Raymond Louis Wilder

Raymond Louis Wilder (3 November 1896 in Palmer, Massachusetts – 7 July 1982 in Santa Barbara, California) was an American mathematician, who specialized in topology and gradually acquired philosophical and anthropological interests.

He played cornet in the family orchestra, which performed at dances and fairs, and accompanied silent films on the piano.

In 1926, Wilder joined the faculty of the University of Michigan at Ann Arbor, where he supervised 26 Ph.Ds and became a research professor in 1947.

Mathematicians who rubbed shoulders with Wilder at Michigan and who later proved prominent included Samuel Eilenberg, the cofounder of category theory, and the topologist Norman Steenrod.

After his 1967 retirement from Michigan at the rather advanced age of 71, Wilder became a research associate and occasional lecturer at the University of California at Santa Barbara.

The mathematics department at the University of California annually bestows one or more graduating seniors with an award in Wilder's name.

The historical, philosophical, and anthropological writings of Wilder's later years suggest a warm, colorful personality.

A converse to the Jordan curve theorem, proved by Schönflies, states that a subset of the 2-sphere is a simple closed curve if it: In his "A converse of the Jordan-Brouwer separation theorem in three dimensions" (1930), Wilder showed that a subset of Euclidean 3-space whose complementary domains satisfied certain homology conditions was a 2-sphere.

This encounter proved fateful, and Wilder's research interests underwent a major change, towards the foundations of mathematics.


**Problem statement:**
Isolate every line in the records below with "Home" in it.

[Dataset entries]
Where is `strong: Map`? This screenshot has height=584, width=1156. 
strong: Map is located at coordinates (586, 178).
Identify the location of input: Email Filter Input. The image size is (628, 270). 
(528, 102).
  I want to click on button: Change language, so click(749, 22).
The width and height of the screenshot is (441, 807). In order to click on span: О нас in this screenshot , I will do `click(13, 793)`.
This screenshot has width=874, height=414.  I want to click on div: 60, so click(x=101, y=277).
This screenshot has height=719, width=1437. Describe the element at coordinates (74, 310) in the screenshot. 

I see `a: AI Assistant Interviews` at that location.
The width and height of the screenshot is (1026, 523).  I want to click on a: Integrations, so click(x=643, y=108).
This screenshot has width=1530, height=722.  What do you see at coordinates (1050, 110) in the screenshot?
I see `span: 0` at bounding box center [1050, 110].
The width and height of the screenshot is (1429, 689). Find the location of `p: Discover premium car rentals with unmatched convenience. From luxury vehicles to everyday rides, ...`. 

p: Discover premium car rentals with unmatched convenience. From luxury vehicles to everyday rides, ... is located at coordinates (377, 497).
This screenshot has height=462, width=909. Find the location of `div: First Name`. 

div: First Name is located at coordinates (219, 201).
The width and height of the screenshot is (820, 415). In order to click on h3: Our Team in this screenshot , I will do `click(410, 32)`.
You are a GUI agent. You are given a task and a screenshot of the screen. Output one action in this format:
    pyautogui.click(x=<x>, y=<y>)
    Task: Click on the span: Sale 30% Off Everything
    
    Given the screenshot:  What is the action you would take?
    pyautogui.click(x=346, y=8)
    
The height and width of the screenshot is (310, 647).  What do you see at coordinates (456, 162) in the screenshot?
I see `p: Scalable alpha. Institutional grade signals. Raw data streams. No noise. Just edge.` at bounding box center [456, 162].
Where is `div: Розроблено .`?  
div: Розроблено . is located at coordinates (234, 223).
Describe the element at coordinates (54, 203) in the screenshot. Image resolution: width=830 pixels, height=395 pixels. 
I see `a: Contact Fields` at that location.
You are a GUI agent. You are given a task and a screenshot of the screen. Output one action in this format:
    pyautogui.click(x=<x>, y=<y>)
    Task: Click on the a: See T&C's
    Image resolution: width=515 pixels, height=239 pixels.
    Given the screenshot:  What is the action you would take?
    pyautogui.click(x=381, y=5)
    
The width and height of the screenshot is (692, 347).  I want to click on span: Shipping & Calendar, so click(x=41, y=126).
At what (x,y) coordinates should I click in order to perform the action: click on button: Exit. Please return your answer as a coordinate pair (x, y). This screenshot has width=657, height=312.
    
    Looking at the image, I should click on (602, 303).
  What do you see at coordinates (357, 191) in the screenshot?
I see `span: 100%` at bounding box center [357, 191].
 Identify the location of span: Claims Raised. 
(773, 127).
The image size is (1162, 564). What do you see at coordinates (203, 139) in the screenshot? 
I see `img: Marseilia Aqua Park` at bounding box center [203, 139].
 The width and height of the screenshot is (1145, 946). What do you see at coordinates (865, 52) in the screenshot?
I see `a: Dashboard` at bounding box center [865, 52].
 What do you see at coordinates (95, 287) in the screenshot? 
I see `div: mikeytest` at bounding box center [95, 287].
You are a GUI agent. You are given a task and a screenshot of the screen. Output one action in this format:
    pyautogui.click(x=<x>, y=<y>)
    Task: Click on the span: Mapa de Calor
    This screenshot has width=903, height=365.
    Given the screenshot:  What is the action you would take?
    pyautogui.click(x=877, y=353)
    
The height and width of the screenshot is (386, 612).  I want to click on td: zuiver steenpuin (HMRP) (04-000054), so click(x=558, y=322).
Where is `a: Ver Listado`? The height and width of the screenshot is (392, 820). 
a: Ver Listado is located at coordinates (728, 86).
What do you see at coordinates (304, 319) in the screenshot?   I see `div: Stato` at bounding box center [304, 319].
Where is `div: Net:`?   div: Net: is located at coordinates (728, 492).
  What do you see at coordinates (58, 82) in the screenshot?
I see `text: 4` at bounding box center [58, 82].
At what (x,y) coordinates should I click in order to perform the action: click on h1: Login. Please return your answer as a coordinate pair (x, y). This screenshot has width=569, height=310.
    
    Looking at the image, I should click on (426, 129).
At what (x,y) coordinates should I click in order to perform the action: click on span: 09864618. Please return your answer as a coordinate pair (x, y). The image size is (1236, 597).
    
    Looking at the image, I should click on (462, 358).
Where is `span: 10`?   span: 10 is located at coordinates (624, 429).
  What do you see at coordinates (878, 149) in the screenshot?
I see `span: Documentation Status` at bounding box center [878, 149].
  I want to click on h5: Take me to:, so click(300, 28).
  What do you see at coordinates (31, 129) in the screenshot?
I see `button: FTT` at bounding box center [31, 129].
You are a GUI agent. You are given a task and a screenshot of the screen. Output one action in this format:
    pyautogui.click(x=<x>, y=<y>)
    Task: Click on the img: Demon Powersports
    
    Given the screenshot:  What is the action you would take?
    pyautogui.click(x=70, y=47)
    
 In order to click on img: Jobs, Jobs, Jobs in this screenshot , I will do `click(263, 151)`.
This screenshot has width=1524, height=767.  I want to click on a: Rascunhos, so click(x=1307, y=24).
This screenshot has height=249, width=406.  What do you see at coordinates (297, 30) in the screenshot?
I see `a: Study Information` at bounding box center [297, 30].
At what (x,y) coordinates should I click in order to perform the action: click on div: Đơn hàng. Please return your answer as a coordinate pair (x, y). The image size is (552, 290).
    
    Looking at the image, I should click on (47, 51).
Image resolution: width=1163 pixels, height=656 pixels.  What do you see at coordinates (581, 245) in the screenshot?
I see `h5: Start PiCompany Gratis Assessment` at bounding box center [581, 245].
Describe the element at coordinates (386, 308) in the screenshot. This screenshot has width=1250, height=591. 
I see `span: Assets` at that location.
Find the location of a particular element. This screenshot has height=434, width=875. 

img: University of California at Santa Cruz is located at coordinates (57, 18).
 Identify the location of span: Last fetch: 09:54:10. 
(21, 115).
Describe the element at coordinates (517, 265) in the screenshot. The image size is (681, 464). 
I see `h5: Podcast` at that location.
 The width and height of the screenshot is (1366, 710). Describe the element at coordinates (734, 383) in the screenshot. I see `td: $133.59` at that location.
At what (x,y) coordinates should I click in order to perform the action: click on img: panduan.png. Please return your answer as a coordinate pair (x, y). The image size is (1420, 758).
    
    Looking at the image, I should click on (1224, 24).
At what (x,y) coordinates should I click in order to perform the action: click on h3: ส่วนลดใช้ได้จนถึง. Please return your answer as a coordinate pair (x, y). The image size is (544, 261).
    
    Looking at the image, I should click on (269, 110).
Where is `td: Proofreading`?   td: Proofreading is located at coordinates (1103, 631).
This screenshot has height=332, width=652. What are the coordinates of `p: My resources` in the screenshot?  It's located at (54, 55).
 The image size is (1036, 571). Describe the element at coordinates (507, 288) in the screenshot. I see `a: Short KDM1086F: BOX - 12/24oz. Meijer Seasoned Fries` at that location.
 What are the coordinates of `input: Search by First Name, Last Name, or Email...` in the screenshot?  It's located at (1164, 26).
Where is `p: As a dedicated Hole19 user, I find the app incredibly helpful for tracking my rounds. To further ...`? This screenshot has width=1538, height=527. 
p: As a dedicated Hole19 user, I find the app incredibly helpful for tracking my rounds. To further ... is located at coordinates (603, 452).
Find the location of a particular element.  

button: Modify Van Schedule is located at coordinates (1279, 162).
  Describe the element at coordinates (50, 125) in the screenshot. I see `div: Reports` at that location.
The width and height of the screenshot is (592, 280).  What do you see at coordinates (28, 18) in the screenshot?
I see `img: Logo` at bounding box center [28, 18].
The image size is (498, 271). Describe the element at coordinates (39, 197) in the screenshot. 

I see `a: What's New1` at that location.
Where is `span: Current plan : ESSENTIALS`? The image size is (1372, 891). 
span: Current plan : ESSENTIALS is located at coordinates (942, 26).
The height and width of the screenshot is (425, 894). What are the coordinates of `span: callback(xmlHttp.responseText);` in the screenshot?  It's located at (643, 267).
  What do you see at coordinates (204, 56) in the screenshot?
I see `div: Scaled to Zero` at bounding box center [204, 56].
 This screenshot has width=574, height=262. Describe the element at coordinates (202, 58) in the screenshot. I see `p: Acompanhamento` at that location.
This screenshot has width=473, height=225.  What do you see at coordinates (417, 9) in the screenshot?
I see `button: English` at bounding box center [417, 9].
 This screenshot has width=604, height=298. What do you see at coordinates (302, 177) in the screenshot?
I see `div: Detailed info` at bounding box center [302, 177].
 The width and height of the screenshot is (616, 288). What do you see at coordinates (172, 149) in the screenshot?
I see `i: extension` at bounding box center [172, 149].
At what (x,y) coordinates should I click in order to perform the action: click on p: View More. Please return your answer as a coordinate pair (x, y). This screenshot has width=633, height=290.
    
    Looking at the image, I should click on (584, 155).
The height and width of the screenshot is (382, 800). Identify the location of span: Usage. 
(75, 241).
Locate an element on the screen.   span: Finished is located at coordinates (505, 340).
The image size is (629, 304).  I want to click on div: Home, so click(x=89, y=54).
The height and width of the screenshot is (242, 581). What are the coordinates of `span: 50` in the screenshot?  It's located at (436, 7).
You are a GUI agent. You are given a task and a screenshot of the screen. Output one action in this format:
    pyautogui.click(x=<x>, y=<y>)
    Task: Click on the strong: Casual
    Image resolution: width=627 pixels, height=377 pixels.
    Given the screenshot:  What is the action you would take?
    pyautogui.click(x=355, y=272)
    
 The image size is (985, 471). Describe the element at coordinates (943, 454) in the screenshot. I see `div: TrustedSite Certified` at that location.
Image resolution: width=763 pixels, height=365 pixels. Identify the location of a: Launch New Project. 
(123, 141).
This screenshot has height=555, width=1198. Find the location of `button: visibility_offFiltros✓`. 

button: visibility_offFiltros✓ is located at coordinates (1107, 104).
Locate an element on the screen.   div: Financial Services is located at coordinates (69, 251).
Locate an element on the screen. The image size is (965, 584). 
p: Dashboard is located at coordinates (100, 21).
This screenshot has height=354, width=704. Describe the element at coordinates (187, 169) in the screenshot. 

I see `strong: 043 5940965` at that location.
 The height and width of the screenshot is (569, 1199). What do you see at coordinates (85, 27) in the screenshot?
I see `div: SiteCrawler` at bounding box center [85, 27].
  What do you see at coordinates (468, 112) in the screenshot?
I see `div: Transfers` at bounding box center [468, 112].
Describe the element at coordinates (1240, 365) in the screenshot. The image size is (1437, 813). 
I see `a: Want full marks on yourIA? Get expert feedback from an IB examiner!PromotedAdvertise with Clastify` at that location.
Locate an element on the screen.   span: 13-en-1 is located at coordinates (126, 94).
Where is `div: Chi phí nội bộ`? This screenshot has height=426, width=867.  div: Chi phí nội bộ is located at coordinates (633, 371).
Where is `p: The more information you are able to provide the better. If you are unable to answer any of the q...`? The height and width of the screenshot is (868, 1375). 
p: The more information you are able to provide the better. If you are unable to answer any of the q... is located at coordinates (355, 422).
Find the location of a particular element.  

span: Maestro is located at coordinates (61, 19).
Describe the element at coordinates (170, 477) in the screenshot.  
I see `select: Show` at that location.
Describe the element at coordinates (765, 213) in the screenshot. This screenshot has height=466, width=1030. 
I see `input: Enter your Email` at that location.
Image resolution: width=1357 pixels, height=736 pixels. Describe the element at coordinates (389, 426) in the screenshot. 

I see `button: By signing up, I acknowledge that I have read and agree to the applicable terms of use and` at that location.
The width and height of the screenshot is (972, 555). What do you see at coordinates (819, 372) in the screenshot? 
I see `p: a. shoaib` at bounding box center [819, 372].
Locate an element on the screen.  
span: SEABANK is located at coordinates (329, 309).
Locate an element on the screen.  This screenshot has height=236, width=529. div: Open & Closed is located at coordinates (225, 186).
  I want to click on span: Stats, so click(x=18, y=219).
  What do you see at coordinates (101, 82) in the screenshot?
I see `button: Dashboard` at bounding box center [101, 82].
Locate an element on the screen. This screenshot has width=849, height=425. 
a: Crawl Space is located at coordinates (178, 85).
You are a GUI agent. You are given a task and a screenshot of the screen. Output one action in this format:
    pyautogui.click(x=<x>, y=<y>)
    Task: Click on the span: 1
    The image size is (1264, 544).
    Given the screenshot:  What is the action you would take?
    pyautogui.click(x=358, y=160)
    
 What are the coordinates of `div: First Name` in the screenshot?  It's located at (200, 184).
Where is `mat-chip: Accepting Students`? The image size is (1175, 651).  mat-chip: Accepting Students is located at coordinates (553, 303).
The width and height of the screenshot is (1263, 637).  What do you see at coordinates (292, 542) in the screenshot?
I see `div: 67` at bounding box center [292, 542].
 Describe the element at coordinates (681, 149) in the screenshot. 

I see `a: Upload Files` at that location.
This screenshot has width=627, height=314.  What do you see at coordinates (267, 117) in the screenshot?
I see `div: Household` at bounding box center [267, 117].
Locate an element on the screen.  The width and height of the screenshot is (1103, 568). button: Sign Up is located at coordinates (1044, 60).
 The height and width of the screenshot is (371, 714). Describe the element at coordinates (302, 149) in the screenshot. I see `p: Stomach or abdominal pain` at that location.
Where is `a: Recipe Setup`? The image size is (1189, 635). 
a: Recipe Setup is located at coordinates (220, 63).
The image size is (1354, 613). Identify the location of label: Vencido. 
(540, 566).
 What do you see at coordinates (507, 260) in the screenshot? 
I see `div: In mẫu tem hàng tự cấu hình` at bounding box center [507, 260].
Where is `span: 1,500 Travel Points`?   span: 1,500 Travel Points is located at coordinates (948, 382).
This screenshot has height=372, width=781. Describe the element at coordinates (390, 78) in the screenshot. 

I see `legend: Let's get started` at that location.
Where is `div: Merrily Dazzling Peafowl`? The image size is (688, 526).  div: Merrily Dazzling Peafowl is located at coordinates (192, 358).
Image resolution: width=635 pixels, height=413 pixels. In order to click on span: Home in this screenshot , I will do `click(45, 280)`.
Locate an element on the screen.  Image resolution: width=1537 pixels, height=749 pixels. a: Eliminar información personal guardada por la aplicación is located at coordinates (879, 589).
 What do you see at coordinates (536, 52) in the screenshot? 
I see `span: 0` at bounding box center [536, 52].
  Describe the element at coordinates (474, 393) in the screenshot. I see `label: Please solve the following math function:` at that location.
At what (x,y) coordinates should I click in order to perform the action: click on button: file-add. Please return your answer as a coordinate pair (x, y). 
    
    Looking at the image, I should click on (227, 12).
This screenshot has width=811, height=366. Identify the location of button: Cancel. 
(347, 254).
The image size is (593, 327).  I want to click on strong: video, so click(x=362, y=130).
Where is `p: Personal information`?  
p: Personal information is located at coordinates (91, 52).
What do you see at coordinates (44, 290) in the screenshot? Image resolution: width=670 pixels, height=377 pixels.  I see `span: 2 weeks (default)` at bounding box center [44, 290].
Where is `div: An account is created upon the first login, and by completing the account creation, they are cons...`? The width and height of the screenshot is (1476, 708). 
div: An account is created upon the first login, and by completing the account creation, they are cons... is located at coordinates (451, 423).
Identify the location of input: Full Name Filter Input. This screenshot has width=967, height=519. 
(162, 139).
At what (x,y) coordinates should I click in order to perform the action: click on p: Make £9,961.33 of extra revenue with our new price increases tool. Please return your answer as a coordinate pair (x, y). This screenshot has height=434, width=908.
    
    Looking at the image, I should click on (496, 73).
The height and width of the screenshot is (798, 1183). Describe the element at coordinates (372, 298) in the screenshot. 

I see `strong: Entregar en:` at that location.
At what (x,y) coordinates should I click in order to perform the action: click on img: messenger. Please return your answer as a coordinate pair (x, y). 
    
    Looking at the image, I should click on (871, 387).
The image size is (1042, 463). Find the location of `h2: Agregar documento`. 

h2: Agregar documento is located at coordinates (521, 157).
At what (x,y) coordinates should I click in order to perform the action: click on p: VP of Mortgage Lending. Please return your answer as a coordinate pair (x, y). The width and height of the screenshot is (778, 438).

**Task answer:**
The image size is (629, 304).  I want to click on div: Home, so click(x=89, y=54).
Image resolution: width=635 pixels, height=413 pixels. In order to click on span: Home in this screenshot , I will do `click(45, 280)`.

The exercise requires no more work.